Penetration Testing mailing list archives

Re: [PEN-TEST] SQL 6.5 & 7.0 passwords in the registry (NT 4.0)


From: Todd Sabin <tas () WEBSPAN NET>
Date: Wed, 17 Jan 2001 23:54:35 -0500

Attonbitus Deus <Thor () HAMMEROFGOD COM> writes:

Todd Sabin discovered this and reported on it over 3 years ago... For SQL
6.5, the username is clear, and the password is hashed via PKZip's crypto
using a fixed key.  This should be in the Bugtraq archives.

7.0 uses a different hash, and though dbsecure allows you to brute it via
dictionary, I have not found a tool that cracks SQL 7.0 sa password when
mixed mode is used.


Actually, there were two separate issues, one of which was mine.

What I found was that when you install SQL Server 6.5, it creates an
NT account (not a sql one) named SQLExecutiveCmdExec or something like
that, and stores the password in an Everyone:Read part of the
registry, encrypted with PKZip's encryption with a fixed key.  Since
you normally need credentials to read the registry in the first place,
it didn't get you all that much, really.  MS seems to have fixed this
in later versions, but I haven't looked at it too deeply.

At around the same time, someone else (don't remember, sorry) reported
that SQL Enterprise Manager stored (under the SQLEW key) the passwords
to SQL accounts that you used to register servers.  In that case, the
passwords were stored plaintext, although it was in the midst of a
blob of REG_BINARY data, so you had to look for it.  Depending on
configuration, it would put them either under HKCU or HKLM.

Haven't seen the particular thing the original poster was asking
about, though it looks like a similar problem.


Exercise objective
Return the full set of entries exactly. Omit none.

Information shown

----------------------------------------

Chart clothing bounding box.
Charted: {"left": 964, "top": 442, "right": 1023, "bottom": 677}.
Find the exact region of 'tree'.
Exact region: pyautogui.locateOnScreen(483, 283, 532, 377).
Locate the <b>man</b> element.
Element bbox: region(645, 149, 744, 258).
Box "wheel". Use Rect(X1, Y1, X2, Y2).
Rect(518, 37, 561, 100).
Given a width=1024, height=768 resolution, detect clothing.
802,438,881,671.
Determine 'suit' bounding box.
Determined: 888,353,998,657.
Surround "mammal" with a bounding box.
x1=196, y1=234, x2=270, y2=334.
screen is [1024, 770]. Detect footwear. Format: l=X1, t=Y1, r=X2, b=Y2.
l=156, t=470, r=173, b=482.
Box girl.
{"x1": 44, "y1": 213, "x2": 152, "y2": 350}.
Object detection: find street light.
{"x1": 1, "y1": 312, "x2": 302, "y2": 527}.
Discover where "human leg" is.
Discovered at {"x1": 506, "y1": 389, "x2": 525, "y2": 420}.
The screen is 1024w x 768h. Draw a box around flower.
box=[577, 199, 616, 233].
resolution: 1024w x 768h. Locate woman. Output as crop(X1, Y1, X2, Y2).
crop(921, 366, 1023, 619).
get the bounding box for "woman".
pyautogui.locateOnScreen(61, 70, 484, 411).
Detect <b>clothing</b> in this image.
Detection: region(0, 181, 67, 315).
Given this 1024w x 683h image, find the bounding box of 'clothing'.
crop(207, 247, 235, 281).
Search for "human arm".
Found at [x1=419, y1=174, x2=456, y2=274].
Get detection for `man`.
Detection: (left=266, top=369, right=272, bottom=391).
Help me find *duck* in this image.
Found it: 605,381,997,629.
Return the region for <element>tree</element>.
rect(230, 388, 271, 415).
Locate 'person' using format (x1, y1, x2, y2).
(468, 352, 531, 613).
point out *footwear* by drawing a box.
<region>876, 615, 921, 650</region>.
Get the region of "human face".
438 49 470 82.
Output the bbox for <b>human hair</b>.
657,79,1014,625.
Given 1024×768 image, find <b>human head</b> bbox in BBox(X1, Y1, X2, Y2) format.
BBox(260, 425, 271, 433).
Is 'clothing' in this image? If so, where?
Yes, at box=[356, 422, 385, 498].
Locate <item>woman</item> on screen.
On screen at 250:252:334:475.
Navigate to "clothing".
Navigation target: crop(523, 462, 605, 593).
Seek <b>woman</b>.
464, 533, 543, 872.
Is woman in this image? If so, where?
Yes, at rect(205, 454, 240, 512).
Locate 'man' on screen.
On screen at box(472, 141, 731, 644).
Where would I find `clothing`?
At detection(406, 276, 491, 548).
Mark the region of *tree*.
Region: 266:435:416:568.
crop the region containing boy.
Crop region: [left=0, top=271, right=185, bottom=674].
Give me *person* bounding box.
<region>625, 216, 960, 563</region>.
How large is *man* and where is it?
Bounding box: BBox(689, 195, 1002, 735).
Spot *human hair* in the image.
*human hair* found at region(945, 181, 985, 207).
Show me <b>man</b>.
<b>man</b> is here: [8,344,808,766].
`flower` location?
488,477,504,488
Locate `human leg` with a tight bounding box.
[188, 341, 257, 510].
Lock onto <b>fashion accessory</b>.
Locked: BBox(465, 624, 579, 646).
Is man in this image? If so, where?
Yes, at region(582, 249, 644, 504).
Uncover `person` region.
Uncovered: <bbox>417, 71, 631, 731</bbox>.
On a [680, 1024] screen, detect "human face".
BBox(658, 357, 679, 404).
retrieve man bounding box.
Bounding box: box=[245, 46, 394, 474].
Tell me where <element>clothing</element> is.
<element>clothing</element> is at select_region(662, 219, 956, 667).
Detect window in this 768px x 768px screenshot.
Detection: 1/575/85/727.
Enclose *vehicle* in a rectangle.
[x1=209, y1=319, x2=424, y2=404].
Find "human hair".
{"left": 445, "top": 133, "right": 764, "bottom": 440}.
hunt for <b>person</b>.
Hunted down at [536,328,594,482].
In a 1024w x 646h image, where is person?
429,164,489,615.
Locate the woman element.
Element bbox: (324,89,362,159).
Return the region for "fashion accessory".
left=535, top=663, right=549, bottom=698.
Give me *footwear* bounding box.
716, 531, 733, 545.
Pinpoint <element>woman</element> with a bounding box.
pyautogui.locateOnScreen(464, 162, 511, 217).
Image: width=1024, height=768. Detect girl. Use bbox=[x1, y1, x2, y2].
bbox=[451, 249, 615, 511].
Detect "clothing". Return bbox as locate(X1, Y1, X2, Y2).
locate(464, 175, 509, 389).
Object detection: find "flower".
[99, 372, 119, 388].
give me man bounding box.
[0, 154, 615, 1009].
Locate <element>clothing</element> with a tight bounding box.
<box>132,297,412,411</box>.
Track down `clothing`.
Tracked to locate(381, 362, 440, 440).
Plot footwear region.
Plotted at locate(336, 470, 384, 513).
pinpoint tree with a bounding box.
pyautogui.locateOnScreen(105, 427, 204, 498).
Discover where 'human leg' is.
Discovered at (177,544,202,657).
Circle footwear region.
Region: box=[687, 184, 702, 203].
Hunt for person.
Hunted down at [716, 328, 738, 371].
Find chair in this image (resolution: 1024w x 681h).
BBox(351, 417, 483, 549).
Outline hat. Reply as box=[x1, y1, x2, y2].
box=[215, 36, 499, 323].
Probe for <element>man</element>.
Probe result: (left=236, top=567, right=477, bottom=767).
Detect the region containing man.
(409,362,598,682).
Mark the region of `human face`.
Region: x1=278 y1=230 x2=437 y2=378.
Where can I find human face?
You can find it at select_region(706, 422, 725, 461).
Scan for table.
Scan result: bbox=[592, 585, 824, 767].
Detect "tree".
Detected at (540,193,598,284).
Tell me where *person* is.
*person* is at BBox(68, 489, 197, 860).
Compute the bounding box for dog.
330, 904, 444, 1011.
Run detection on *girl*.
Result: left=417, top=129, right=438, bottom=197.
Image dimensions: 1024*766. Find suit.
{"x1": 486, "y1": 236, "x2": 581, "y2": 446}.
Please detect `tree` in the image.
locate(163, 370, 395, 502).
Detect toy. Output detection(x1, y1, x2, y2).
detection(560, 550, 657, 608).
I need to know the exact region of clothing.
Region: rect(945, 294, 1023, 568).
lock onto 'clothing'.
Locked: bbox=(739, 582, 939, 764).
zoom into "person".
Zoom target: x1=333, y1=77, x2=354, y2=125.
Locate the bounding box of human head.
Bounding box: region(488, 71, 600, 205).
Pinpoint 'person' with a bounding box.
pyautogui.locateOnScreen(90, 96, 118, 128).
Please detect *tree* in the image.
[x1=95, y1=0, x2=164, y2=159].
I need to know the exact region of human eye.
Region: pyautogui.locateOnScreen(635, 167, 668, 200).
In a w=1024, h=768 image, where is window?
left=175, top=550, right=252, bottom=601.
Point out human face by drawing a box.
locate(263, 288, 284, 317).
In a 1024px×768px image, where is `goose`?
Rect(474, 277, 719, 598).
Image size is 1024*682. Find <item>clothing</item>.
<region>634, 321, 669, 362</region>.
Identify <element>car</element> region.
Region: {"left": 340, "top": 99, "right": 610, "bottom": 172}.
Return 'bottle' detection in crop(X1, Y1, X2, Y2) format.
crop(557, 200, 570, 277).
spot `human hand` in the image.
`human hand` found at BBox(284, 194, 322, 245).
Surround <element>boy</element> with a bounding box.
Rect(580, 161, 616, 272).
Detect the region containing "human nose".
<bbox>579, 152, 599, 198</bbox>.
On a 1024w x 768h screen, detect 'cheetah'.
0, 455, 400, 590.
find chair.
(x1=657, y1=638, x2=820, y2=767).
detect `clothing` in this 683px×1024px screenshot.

----------------------------------------

Answer to this exercise
Chart clothing bounding box.
Charted: {"left": 964, "top": 442, "right": 1023, "bottom": 677}.
Find the exact region of 'tree'.
Exact region: pyautogui.locateOnScreen(483, 283, 532, 377).
Locate the <b>man</b> element.
Element bbox: region(645, 149, 744, 258).
Box "wheel". Use Rect(X1, Y1, X2, Y2).
Rect(518, 37, 561, 100).
Given a width=1024, height=768 resolution, detect clothing.
802,438,881,671.
Determine 'suit' bounding box.
Determined: 888,353,998,657.
Surround "mammal" with a bounding box.
x1=196, y1=234, x2=270, y2=334.
screen is [1024, 770]. Detect footwear. Format: l=X1, t=Y1, r=X2, b=Y2.
l=156, t=470, r=173, b=482.
Box girl.
{"x1": 44, "y1": 213, "x2": 152, "y2": 350}.
Object detection: find street light.
{"x1": 1, "y1": 312, "x2": 302, "y2": 527}.
Discover where "human leg" is.
Discovered at {"x1": 506, "y1": 389, "x2": 525, "y2": 420}.
The screen is 1024w x 768h. Draw a box around flower.
box=[577, 199, 616, 233].
resolution: 1024w x 768h. Locate woman. Output as crop(X1, Y1, X2, Y2).
crop(921, 366, 1023, 619).
get the bounding box for "woman".
pyautogui.locateOnScreen(61, 70, 484, 411).
Detect <b>clothing</b> in this image.
Detection: region(0, 181, 67, 315).
Given this 1024w x 683h image, find the bounding box of 'clothing'.
crop(207, 247, 235, 281).
Search for "human arm".
Found at [x1=419, y1=174, x2=456, y2=274].
Get detection for `man`.
Detection: (left=266, top=369, right=272, bottom=391).
Help me find *duck* in this image.
Found it: 605,381,997,629.
Return the region for <element>tree</element>.
rect(230, 388, 271, 415).
Locate 'person' using format (x1, y1, x2, y2).
(468, 352, 531, 613).
point out *footwear* by drawing a box.
<region>876, 615, 921, 650</region>.
Get the region of "human face".
438 49 470 82.
Output the bbox for <b>human hair</b>.
657,79,1014,625.
Given 1024×768 image, find <b>human head</b> bbox in BBox(X1, Y1, X2, Y2) format.
BBox(260, 425, 271, 433).
Is 'clothing' in this image? If so, where?
Yes, at box=[356, 422, 385, 498].
Locate <item>woman</item> on screen.
On screen at 250:252:334:475.
Navigate to "clothing".
Navigation target: crop(523, 462, 605, 593).
Seek <b>woman</b>.
464, 533, 543, 872.
Is woman in this image? If so, where?
Yes, at rect(205, 454, 240, 512).
Locate 'man' on screen.
On screen at box(472, 141, 731, 644).
Where would I find `clothing`?
At detection(406, 276, 491, 548).
Mark the region of *tree*.
Region: 266:435:416:568.
crop the region containing boy.
Crop region: [left=0, top=271, right=185, bottom=674].
Give me *person* bounding box.
<region>625, 216, 960, 563</region>.
How large is *man* and where is it?
Bounding box: BBox(689, 195, 1002, 735).
Spot *human hair* in the image.
*human hair* found at region(945, 181, 985, 207).
Show me <b>man</b>.
<b>man</b> is here: [8,344,808,766].
`flower` location?
488,477,504,488
Locate `human leg` with a tight bounding box.
[188, 341, 257, 510].
Lock onto <b>fashion accessory</b>.
Locked: BBox(465, 624, 579, 646).
Is man in this image? If so, where?
Yes, at region(582, 249, 644, 504).
Uncover `person` region.
Uncovered: <bbox>417, 71, 631, 731</bbox>.
On a [680, 1024] screen, detect "human face".
BBox(658, 357, 679, 404).
retrieve man bounding box.
Bounding box: box=[245, 46, 394, 474].
Tell me where <element>clothing</element> is.
<element>clothing</element> is at select_region(662, 219, 956, 667).
Detect window in this 768px x 768px screenshot.
Detection: 1/575/85/727.
Enclose *vehicle* in a rectangle.
[x1=209, y1=319, x2=424, y2=404].
Find "human hair".
{"left": 445, "top": 133, "right": 764, "bottom": 440}.
hunt for <b>person</b>.
Hunted down at [536,328,594,482].
In a 1024w x 646h image, where is person?
429,164,489,615.
Locate the woman element.
Element bbox: (324,89,362,159).
Return the region for "fashion accessory".
left=535, top=663, right=549, bottom=698.
Give me *footwear* bounding box.
716, 531, 733, 545.
Pinpoint <element>woman</element> with a bounding box.
pyautogui.locateOnScreen(464, 162, 511, 217).
Image: width=1024, height=768. Detect girl. Use bbox=[x1, y1, x2, y2].
bbox=[451, 249, 615, 511].
Detect "clothing". Return bbox as locate(X1, Y1, X2, Y2).
locate(464, 175, 509, 389).
Object detection: find "flower".
[99, 372, 119, 388].
give me man bounding box.
[0, 154, 615, 1009].
Locate <element>clothing</element> with a tight bounding box.
<box>132,297,412,411</box>.
Track down `clothing`.
Tracked to locate(381, 362, 440, 440).
Plot footwear region.
Plotted at locate(336, 470, 384, 513).
pinpoint tree with a bounding box.
pyautogui.locateOnScreen(105, 427, 204, 498).
Discover where 'human leg' is.
Discovered at (177,544,202,657).
Circle footwear region.
Region: box=[687, 184, 702, 203].
Hunt for person.
Hunted down at [716, 328, 738, 371].
Find chair in this image (resolution: 1024w x 681h).
BBox(351, 417, 483, 549).
Outline hat. Reply as box=[x1, y1, x2, y2].
box=[215, 36, 499, 323].
Probe for <element>man</element>.
Probe result: (left=236, top=567, right=477, bottom=767).
Detect the region containing man.
(409,362,598,682).
Mark the region of `human face`.
Region: x1=278 y1=230 x2=437 y2=378.
Where can I find human face?
You can find it at select_region(706, 422, 725, 461).
Scan for table.
Scan result: bbox=[592, 585, 824, 767].
Detect "tree".
Detected at (540,193,598,284).
Tell me where *person* is.
*person* is at BBox(68, 489, 197, 860).
Compute the bounding box for dog.
330, 904, 444, 1011.
Run detection on *girl*.
Result: left=417, top=129, right=438, bottom=197.
Image dimensions: 1024*766. Find suit.
{"x1": 486, "y1": 236, "x2": 581, "y2": 446}.
Please detect `tree` in the image.
locate(163, 370, 395, 502).
Detect toy. Output detection(x1, y1, x2, y2).
detection(560, 550, 657, 608).
I need to know the exact region of clothing.
Region: rect(945, 294, 1023, 568).
lock onto 'clothing'.
Locked: bbox=(739, 582, 939, 764).
zoom into "person".
Zoom target: x1=333, y1=77, x2=354, y2=125.
Locate the bounding box of human head.
Bounding box: region(488, 71, 600, 205).
Pinpoint 'person' with a bounding box.
pyautogui.locateOnScreen(90, 96, 118, 128).
Please detect *tree* in the image.
[x1=95, y1=0, x2=164, y2=159].
I need to know the exact region of human eye.
Region: pyautogui.locateOnScreen(635, 167, 668, 200).
In a w=1024, h=768 image, where is window?
left=175, top=550, right=252, bottom=601.
Point out human face by drawing a box.
locate(263, 288, 284, 317).
In a 1024px×768px image, where is `goose`?
Rect(474, 277, 719, 598).
Image size is 1024*682. Find <item>clothing</item>.
<region>634, 321, 669, 362</region>.
Identify <element>car</element> region.
Region: {"left": 340, "top": 99, "right": 610, "bottom": 172}.
Return 'bottle' detection in crop(X1, Y1, X2, Y2) format.
crop(557, 200, 570, 277).
spot `human hand` in the image.
`human hand` found at BBox(284, 194, 322, 245).
Surround <element>boy</element> with a bounding box.
Rect(580, 161, 616, 272).
Detect the region containing "human nose".
<bbox>579, 152, 599, 198</bbox>.
On a 1024w x 768h screen, detect 'cheetah'.
0, 455, 400, 590.
find chair.
(x1=657, y1=638, x2=820, y2=767).
detect `clothing` in this 683px×1024px screenshot.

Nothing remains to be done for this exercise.